There are people, who claim to be philosophers, that laugh such hopes to scorn. Amid evidences of a divine wisdom, power, and goodness, visible and bright as the sun at noonday, they cannot say, what "the fool saith in his heart, There is no God ;" their God is not our God, nor is "their rock unto our Rock." According to them God all events to the operation of what they call ordinary laws of nature," without guiding, rolling, overruling, or interfering with them in way whatever. No wonder that with such the Divine Being is to them neither an object of reverential worship nor of filial affection. How fear, or love God? Their God is a Sovereign, who, parting with his sceptre though he retains his crown, is denuded of all authority - a Father who, careless of their fate, casts his children out on the world, like the poor babe a guilty mother exposes, which, though it may perchance be pitied and protected by others, is cruelly forsaken by the author of its being. How dark and dreary such a philosophy! All nature, and every religion, Pagan as well as Christian, revolts against it. And I cannot but regard them as the greatest enemies of mankind who, denying the efficacy, would silence the, voice of prayer; and sweep away the last refuge of.wretchedness; and quench the one hope that shines to many over life's troubled waters; and plunge our world into the darkness of a perpetual eclipse - into the sorrows and miseries of a home where wife and children stand helpless around the bed on which their guide, and guardian, and protector, and bread-winner, lies deaf, and mute, and cold, in death.

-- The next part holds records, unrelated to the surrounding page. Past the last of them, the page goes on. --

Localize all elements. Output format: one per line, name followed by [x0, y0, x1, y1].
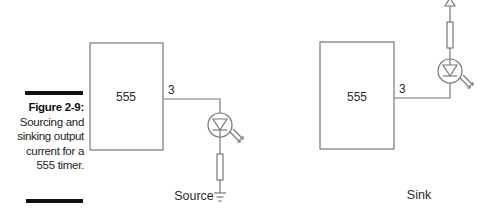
source-chip-label: 555	[116, 90, 136, 104]
circuit-diagram: 555 3 Source 555 3 Sink	[0, 0, 504, 210]
sink-resistor-icon	[447, 22, 453, 48]
source-pin-label: 3	[168, 83, 175, 97]
sink-led-icon	[438, 59, 473, 88]
source-title: Source	[174, 189, 214, 203]
source-resistor-icon	[217, 154, 223, 180]
sink-chip-label: 555	[347, 90, 367, 104]
source-led-icon	[208, 113, 243, 142]
sink-pin-label: 3	[399, 82, 406, 96]
sink-title: Sink	[407, 188, 432, 202]
source-ground-icon	[214, 193, 226, 201]
sink-supply-arrow-icon	[445, 0, 455, 6]
source-output-wire	[163, 99, 220, 113]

Some one has said of prayer, It moves the hand that moves the world. A grand truth! to a poor conscience-stricken sinner, to an alarmed soul, to an anxious, weary, trembling spirit, a truth more precious than all science and philosophy. Hannah believed it. Nor - encouraging us to cast ourselves in faith on the promises of God in Jesus Christ, on the ample bosom of his love, and into the almighty arms of his providence - did Hannah believe in vain. She left the temple, and went home, a changed and happy woman. "She went her way," it is said, "and did eat, and her countenance was no more sad ;" and came back betimes to say to Eli, as leading Samuel by the hand she presented him to the aged priest, "0 my lord, as thy soul liveth, my lord, I am the woman that stood by thee here, praying unto the Lord: for this child I prayed; and the Lord hath given me my petition which I asked of him: therefore also I have lent him to the Lord: as long as he liveth he shall be lent to the Lord."